On October 28, 2020, the Court of Appeals of Georgia issued a decision further clarifying the application of O.C.G.A. § 9-11-68, the Georgia statute permitting civil litigants to make pre-suit offers of settlement. The Court’s decision provides further guidance to trial courts and parties as to when, and under what circumstances, attorney’s fees may be recovered post-trial after an offer of settlement under O.C.G.A. § 9-11-68 has been rejected.
Under O.C.G.A. § 9-11-68, if a defendant rejects an offer of settlement and the plaintiff later recovers a verdict in excess of 125 percent of that offer, then that plaintiff is entitled to recover some portion of his attorney’s fees from the defendant. Specifically, the statute provides that a plaintiff in that scenario “shall be entitled to recover reasonable attorney’s fees and expenses of litigation incurred … from the date of the rejection of the offer of settlement through the entry of judgment.” O.C.G.A. § 9-11-68(b)(2).
The newly-decided case, Junior v. Graham, 2020 WL 6305008 (Ga. Ct. App. 2020), concerned a personal injury action where a plaintiff made – and the defendant rejected – a valid offer under O.C.G.A. § 9-11-68. At trial, the jury returned a verdict against the defendant well in excess of 125 percent of the plaintiff’s offer of settlement; significantly, however, the jury’s verdict included an award for the full amount of the plaintiff’s attorney’s fees under a different Georgia statute, O.C.G.A. § 13-6-11.
In Junior, the Court of Appeals held that, notwithstanding the language of O.C.G.A. § 9-11-68, the plaintiff was not entitled to recover any attorney’s fees under that statute. This is because, in light of the jury awarding him the full amount of his attorney’s fees under a different statute, the plaintiff could no longer be said to have “incurred” any attorney’s fees by the time he made his post-trial request for fees to the Court.

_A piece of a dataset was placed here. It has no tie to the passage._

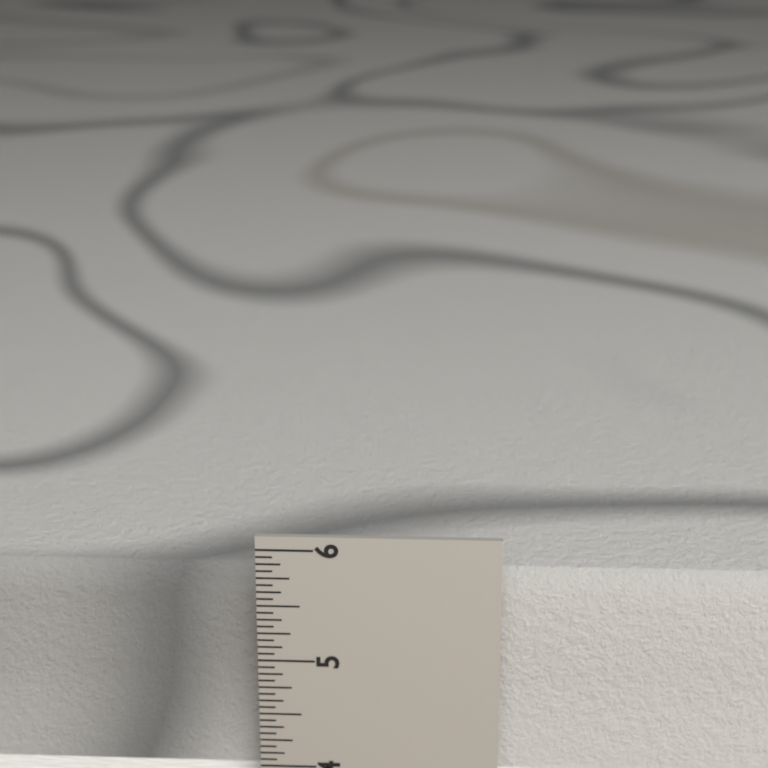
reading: 5.6875 in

The decision in Junior should not be read too broadly. The Court’s decision does not foreclose the possibility of a party recovering fees under both O.C.G.A. § 13-6-11 and O.C.G.A. § 9-11-68 – rather, what it forecloses is a “double recovery” of the same attorney’s fees. In so doing, the decision in Junior represents a significant development in Georgia’s ever-evolving framework of fee awards in civil lawsuits. Practitioners should continue to keep a close eye on further applications of this framework by Georgia’s appellate courts, especially in scenarios where, as in Junior, a party is arguably entitled to fees under two or more statutes.